Reliance JioPhone propels Google Assistant usage in India
Google Assistant sees a six-fold growth after the roll-out to Reliance JioPhones.
Google Assistant has seen a six-fold growth in its usage in India after it was rolled out to Reliance JioPhone in December last year, the company said.
Reliance JioPhone is the only feature phone to run Google's smart digital assistant.
"Since we launched the Google Assistant on the first feature phone in December, the Reliance JioPhones, usage of the Assistant in India has grown six times over the past four weeks," Caesar Sengupta, Vice President, Next Billion Users Team at Google, said in a blog post.
With Google Assistant, the next billion users are fast adopting cutting-edge technology "astonishingly quickly."
Voice browsers and vernacular focus
"This isn't just due to many semi-literate or illiterate users, but also the fact that typing is difficult for people who never grew up with a computer keyboard," he mentioned.
There are estimates that web content is more than 50% English. Hindi, the fourth language in terms of global speakers, is not even in the top 30 languages for web content.
"In countries like India, the generation coming online now is more comfortable in their native language than in English, and so language can be a big blocker to expanding Internet access," he said.
Going forward, Google believes the demand for local content will reverse the language imbalance, leading to an Internet more inclusive of the entire world's language diversity. According to Sengupta, the next billion users will be the first to truly embrace ubiquitous computing, expecting apps to work in a natural way rather than having to learn all the artificial commands that we did on PCs.
Emerging markets to drive the future
The future of the Internet is in the hands of the next billion users - the latest generation of users in places like Brazil, China, India, Indonesia and Nigeria. "A mobile-only mindset, an instinct for ubiquitous computing and a demand for localised content are three key things that are driving next billion users to connect to the Internet," the Google executive reiterated.
Today, more than three billion people -- more than half of them in Asia -- own smartphones. Most of the next billion users have never used a PC and may never use one.
"They don't think of the Internet as something you access with a mouse and a keyboard. A computer is a smartphone, and it also doubles up as a television, a wallet, a classroom and a portal for government services," Sengupta noted.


* Problem to work on
Say how many lines below have "with" in them, giving the number alone.

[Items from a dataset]
================

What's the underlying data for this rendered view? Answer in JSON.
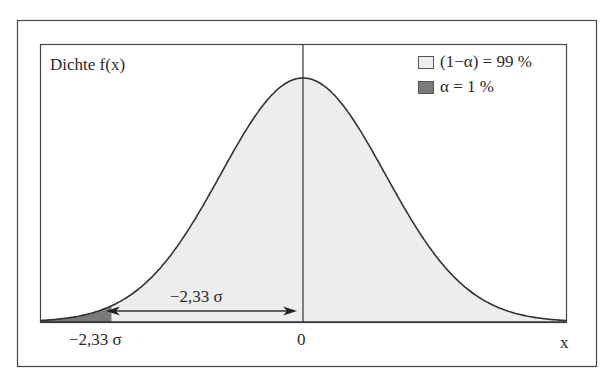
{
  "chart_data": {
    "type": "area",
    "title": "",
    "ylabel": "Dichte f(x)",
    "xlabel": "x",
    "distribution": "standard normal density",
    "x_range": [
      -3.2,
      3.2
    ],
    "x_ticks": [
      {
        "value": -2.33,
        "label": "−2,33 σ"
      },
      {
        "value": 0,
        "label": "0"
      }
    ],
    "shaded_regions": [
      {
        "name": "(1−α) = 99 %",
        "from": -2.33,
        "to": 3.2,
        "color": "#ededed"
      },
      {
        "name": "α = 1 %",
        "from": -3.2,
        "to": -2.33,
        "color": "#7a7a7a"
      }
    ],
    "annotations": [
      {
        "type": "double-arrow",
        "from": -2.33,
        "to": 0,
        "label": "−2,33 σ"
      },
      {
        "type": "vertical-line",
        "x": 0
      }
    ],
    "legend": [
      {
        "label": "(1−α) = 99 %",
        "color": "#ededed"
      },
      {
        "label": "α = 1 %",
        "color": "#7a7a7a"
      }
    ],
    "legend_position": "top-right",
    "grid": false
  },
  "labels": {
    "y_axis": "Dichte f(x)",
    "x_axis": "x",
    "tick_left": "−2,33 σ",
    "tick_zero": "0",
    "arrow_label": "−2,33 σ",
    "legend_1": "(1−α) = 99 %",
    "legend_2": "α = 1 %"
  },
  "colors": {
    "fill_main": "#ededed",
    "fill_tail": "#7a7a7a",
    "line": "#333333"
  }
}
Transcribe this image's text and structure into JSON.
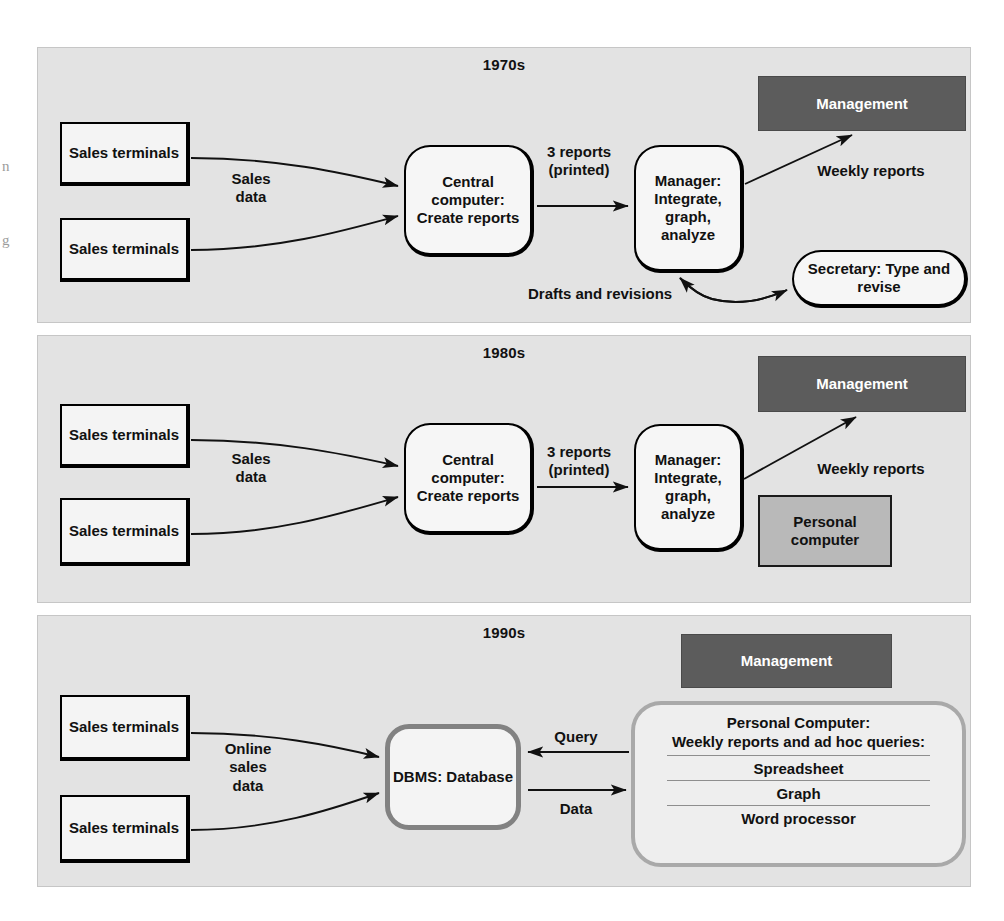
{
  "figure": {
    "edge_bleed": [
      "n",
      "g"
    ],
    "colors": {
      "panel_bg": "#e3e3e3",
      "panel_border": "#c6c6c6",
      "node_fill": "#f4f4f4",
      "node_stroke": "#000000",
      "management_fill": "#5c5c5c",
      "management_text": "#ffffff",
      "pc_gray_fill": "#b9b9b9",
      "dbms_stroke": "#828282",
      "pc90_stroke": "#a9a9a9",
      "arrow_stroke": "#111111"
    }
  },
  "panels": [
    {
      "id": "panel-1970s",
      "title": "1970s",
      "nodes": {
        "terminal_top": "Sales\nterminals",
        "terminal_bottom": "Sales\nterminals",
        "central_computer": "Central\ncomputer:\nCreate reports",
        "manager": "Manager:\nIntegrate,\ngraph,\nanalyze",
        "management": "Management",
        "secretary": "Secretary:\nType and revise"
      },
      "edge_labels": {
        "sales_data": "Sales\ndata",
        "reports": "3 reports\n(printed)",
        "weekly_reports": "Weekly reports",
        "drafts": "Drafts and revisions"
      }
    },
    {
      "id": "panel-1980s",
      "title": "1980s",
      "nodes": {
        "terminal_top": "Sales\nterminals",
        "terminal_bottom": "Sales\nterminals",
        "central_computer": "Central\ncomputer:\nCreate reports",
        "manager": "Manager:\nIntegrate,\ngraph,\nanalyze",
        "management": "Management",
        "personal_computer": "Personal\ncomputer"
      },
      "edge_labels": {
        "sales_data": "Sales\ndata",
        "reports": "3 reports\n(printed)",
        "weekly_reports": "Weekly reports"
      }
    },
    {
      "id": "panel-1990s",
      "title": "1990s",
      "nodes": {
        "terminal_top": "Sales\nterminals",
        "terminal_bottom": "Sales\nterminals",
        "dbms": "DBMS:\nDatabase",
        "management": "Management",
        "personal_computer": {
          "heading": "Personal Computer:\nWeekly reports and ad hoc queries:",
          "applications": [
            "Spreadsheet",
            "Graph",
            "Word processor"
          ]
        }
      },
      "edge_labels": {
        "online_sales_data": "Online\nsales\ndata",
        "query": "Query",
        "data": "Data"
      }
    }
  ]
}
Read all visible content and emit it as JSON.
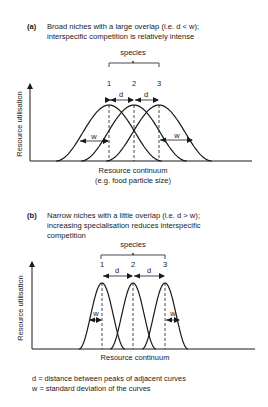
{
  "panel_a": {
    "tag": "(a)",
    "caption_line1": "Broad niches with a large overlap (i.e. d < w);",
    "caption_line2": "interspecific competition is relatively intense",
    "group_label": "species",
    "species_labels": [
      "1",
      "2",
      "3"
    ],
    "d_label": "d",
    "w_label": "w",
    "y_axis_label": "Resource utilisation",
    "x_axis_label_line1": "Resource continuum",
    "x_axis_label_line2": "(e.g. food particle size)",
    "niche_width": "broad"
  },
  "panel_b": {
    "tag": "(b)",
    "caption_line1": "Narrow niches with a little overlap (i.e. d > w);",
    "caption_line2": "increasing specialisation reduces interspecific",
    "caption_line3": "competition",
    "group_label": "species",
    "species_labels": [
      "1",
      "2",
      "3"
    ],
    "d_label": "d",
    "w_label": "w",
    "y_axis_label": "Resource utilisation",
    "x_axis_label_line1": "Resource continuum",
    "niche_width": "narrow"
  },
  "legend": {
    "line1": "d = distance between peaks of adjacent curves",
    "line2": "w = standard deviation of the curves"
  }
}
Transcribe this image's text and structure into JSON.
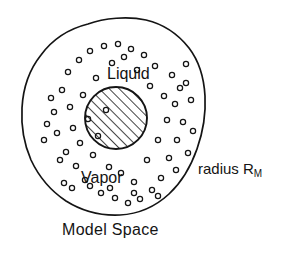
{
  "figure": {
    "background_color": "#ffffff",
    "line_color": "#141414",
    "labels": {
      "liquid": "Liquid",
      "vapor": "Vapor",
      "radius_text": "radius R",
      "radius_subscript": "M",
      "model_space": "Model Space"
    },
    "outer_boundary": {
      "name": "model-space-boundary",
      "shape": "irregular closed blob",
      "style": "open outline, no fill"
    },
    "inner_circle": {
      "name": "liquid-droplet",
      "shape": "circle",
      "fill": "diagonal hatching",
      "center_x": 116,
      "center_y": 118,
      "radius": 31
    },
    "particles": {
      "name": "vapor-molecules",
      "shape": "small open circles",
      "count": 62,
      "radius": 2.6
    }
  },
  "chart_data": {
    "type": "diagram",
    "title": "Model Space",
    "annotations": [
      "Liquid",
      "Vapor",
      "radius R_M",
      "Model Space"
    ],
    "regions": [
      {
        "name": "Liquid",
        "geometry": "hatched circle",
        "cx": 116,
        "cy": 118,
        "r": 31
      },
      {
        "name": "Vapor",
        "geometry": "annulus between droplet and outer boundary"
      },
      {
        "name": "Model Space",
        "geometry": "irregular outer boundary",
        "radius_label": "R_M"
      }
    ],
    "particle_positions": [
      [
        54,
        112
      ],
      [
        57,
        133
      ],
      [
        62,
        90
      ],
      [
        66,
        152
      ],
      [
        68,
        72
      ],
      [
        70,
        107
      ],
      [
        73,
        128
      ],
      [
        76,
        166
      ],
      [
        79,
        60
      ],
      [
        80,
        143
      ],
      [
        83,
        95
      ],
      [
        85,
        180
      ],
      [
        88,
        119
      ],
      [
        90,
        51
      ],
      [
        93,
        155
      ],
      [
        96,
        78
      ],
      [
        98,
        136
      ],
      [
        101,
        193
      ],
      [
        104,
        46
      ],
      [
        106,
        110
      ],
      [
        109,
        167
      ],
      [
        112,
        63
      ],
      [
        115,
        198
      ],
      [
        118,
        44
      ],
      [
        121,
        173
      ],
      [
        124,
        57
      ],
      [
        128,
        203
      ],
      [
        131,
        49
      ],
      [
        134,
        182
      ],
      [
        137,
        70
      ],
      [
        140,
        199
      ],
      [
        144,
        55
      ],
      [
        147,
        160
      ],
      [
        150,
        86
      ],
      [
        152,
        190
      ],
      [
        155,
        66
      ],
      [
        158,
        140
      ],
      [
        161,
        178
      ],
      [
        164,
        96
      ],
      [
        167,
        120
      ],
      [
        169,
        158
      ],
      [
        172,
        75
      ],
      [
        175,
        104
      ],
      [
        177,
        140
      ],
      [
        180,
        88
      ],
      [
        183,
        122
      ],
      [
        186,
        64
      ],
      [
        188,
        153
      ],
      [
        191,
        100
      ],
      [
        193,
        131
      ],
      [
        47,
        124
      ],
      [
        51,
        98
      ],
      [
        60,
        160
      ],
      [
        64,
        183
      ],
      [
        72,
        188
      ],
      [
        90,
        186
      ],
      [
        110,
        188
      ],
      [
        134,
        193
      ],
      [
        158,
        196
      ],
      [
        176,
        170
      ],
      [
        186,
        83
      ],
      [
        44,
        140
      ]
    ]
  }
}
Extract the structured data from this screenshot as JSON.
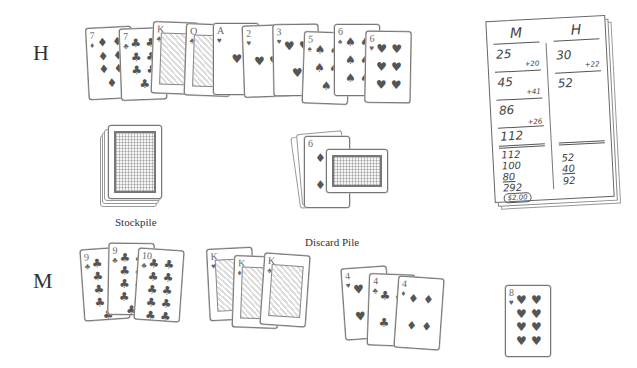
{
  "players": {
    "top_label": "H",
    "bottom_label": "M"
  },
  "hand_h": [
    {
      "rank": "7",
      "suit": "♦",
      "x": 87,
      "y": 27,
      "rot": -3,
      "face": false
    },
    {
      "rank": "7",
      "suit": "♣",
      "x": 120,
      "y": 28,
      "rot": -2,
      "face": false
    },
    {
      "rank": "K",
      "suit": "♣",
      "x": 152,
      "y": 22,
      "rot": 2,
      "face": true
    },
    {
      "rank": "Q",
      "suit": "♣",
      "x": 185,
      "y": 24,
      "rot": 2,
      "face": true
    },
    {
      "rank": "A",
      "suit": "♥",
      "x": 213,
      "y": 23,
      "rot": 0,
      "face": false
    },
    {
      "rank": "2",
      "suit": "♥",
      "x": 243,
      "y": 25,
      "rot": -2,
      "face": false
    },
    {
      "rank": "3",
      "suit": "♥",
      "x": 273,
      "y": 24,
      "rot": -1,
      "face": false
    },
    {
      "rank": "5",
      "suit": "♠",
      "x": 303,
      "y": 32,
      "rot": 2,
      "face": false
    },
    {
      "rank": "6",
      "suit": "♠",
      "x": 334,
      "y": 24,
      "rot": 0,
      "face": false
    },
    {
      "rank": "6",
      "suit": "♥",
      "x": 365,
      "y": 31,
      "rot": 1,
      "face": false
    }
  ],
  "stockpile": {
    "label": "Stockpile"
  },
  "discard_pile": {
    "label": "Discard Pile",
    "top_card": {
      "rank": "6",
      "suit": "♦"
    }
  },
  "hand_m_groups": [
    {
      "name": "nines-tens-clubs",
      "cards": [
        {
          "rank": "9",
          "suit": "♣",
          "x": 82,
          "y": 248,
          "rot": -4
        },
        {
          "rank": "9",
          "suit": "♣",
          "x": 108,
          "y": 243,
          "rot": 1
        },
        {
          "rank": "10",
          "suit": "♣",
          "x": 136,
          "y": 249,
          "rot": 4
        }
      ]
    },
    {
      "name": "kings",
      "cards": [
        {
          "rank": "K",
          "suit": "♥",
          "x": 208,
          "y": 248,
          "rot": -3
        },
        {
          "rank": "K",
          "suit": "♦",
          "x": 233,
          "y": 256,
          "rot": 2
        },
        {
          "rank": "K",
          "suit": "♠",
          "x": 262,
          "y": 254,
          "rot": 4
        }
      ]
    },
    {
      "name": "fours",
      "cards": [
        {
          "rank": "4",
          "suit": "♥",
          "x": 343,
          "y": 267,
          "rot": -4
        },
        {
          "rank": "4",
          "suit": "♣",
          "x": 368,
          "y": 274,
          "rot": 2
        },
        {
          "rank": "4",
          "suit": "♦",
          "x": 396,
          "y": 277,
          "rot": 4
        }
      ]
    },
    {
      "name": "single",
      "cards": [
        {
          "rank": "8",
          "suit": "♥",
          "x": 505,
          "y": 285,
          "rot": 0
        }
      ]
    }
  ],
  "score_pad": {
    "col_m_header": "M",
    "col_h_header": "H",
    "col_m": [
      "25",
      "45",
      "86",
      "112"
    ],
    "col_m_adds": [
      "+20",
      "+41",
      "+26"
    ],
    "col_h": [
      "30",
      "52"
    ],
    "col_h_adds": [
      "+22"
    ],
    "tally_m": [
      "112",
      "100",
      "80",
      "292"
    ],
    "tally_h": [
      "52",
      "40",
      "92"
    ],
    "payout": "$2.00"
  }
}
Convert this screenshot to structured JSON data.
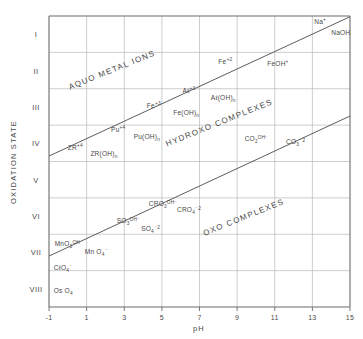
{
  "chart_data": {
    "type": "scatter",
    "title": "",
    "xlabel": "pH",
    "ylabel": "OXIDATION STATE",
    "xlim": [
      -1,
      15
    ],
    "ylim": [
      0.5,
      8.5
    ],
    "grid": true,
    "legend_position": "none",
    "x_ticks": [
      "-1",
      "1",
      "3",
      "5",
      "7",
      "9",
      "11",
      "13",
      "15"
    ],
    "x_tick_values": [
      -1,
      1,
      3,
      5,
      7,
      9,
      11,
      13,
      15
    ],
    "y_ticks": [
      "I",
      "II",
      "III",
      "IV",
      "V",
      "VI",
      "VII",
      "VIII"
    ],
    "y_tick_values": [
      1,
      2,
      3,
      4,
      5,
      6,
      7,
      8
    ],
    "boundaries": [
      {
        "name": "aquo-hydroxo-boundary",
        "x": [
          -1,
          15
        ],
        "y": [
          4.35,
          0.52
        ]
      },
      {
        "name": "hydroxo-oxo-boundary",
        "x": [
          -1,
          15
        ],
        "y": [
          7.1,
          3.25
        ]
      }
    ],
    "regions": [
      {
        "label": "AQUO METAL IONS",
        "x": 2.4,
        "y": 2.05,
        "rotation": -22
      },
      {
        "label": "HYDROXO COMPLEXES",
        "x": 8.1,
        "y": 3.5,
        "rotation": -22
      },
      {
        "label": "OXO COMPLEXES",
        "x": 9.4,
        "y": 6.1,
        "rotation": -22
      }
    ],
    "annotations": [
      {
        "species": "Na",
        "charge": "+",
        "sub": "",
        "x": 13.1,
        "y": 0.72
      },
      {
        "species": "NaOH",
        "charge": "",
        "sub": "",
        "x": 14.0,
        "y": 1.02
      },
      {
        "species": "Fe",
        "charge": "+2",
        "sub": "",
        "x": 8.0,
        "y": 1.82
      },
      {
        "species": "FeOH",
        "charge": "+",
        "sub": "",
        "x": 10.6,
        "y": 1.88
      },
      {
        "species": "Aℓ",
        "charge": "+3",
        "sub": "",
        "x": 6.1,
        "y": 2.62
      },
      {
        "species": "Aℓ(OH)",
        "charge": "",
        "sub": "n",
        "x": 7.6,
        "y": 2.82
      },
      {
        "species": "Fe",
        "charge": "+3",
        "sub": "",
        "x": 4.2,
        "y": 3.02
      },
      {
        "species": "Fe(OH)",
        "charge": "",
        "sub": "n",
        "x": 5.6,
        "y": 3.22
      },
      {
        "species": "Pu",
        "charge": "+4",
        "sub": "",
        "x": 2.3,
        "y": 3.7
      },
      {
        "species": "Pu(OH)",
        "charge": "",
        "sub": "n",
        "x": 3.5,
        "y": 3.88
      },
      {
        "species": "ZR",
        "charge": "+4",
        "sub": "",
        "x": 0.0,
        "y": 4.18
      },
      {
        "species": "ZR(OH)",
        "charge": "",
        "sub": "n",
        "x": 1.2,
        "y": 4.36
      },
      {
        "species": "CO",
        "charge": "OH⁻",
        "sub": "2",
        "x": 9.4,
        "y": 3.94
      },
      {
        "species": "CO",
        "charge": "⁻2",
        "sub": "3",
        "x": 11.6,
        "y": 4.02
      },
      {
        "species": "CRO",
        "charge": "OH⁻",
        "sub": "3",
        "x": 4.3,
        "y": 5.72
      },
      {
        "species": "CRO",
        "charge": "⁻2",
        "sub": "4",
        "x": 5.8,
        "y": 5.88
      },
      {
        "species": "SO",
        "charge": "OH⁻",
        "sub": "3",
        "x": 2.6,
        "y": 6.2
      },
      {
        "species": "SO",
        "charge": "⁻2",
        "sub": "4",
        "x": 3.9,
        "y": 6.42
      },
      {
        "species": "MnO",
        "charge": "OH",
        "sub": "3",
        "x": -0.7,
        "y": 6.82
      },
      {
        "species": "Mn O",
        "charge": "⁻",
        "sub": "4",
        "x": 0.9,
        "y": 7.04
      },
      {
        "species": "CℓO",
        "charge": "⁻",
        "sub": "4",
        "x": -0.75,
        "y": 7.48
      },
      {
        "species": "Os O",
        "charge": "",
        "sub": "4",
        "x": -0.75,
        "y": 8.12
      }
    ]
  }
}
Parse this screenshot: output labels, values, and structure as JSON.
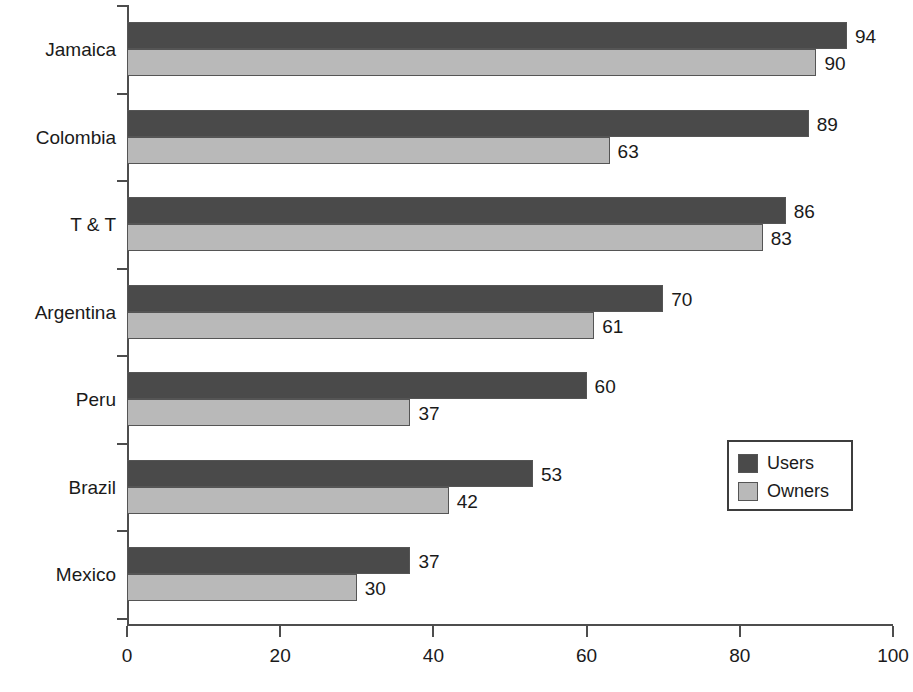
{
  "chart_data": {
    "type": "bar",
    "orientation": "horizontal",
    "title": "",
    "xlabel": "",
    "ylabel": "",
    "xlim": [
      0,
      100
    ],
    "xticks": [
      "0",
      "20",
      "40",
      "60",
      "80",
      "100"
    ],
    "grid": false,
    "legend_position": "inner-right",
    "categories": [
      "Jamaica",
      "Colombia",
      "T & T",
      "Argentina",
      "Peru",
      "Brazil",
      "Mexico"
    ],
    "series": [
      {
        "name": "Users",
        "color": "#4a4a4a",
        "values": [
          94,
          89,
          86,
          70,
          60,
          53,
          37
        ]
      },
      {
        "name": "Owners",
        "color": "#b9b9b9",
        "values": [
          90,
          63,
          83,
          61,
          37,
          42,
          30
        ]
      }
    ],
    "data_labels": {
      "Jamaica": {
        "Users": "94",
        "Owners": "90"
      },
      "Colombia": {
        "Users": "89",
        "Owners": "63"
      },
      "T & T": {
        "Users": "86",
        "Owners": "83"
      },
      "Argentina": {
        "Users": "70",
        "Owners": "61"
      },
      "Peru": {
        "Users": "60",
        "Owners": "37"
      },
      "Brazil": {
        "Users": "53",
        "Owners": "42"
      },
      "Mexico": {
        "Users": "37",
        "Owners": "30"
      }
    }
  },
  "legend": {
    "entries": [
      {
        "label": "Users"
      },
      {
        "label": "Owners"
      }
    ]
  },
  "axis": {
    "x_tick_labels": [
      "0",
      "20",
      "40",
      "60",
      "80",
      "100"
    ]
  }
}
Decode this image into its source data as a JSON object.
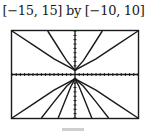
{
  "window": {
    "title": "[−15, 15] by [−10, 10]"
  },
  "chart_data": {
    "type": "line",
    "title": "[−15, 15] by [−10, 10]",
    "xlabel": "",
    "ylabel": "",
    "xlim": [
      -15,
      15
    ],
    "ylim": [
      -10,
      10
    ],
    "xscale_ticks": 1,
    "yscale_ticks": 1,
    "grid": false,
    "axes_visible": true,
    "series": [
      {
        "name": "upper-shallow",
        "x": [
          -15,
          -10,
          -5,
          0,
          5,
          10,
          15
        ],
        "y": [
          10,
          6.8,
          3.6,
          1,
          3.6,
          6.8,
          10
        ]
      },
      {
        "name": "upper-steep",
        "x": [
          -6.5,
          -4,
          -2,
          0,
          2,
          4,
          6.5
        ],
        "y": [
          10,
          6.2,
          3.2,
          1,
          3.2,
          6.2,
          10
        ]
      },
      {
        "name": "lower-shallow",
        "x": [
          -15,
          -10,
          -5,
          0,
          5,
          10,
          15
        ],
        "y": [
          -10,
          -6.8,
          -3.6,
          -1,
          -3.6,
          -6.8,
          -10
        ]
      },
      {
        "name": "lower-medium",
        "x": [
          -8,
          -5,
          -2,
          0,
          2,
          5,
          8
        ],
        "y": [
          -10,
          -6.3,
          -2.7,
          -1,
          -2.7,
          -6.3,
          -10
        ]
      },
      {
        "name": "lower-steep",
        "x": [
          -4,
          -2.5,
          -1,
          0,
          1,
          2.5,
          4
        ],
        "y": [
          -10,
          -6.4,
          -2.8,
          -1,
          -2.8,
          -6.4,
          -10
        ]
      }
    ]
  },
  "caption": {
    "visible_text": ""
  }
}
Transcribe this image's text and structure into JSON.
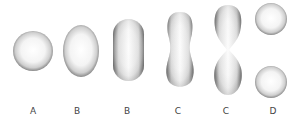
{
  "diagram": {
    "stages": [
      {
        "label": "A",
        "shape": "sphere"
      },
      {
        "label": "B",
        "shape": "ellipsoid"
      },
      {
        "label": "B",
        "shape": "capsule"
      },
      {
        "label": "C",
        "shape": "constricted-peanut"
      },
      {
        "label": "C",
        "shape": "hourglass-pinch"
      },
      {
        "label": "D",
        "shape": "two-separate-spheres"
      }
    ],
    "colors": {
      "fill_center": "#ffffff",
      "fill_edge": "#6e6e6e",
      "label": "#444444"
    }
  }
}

================

* Task solution
2